Jan 162012
 


Unlike drugs and alcohol, excess internet usage could help your career, make you more informed and keep you up-to-date with the latest hilarious memes. But a recent (small) study by researchers in China showed that too much internet usage – to the point that it’s an addiction – can cause structural damage to your brain.

The researchers studied 17 adolescents with Internet Addiction Disorder (IAD) and found structural and functional interference in the part of the brain that regulates organisation, possibly causing cognitive impairment similar to that caused by gambling and alcoholism.

Here’s the science behind it: White matter is composed of nerve cells, while the gray matter that we hear so much about is made up of cell bodies. Myelin is a type of fat in the white part (nerve-heavy area) of the brain. This fat insulates the white matter in the brain and makes the transmission speed between nerve signals fast.
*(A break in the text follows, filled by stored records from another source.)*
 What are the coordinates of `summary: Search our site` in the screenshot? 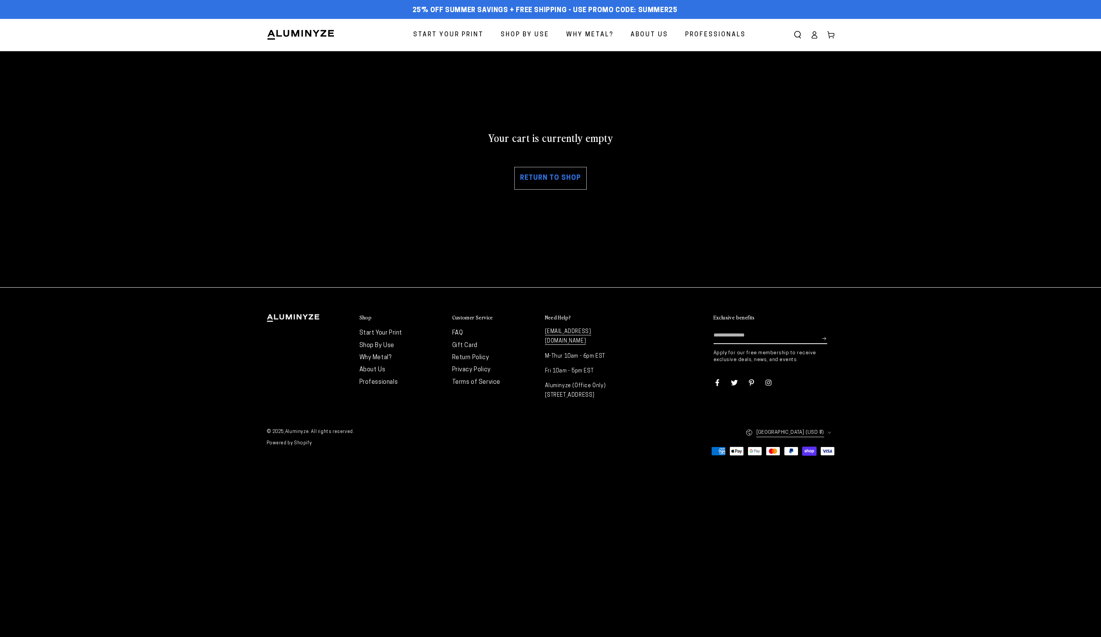 It's located at (798, 35).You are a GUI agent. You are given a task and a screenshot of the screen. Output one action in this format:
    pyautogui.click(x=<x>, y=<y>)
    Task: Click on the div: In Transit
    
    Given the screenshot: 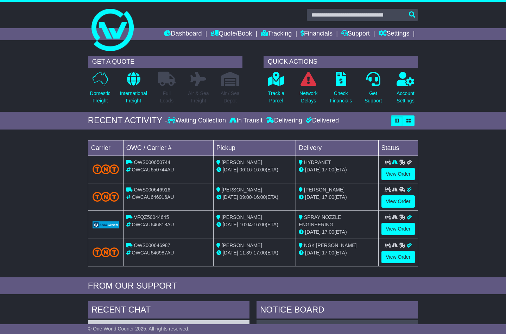 What is the action you would take?
    pyautogui.click(x=246, y=121)
    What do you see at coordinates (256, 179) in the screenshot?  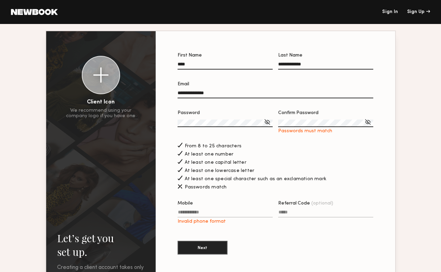 I see `span: At least one special character such as an exclamation mark` at bounding box center [256, 179]. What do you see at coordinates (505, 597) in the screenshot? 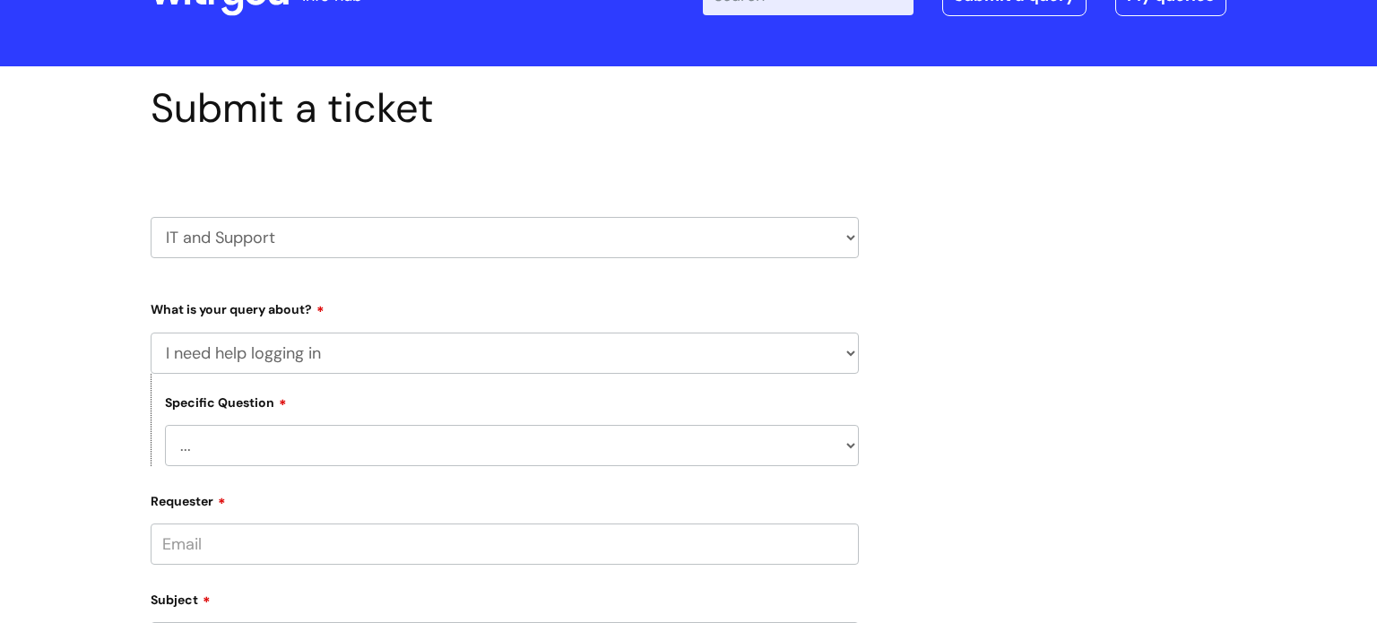
I see `label: Subject` at bounding box center [505, 597].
The researchers took MRI scans of the subjects and used a method called fractional anisotropy (FA), which measures organisation in the brain by locating the presence of white matter. The teens in the study who had been diagnosed with Internet addition showed lower FA than the typical teens. However, the study only tested 17 young people with IAD and compared them against 16 healthy control subjects.

“Overall, our findings indicate that internet addiction disorder has abnormal white matter integrity in brain regions involved in emotional generation and processing, executive attention, decision making and cognitive control,” write the authors. “The results also suggest that IAD may share psychological and neural mechanisms with other types of substance addiction and impulse control disorders.”

Internet addiction is not officially recognised as a disorder because it has yet to be classified in the American Psychiatric Association’s Diagnostic and Statistical Manual of Mental Disorders (DSM), an encyclopedia of mental and cognitive-related conditions that’s a virtual bible for psychologists. But the American Journal of Psychiatry says IAD is common and should be included in the DSM-V, due out May 2013.

People struggling with addiction often exhibit the same types of compulsive and impulsive behaviours. Something becomes an addiction when it interferes with daily activities and the person’s ability to enjoy life without that thing – whether drugs, gambling, Internet or some other vice.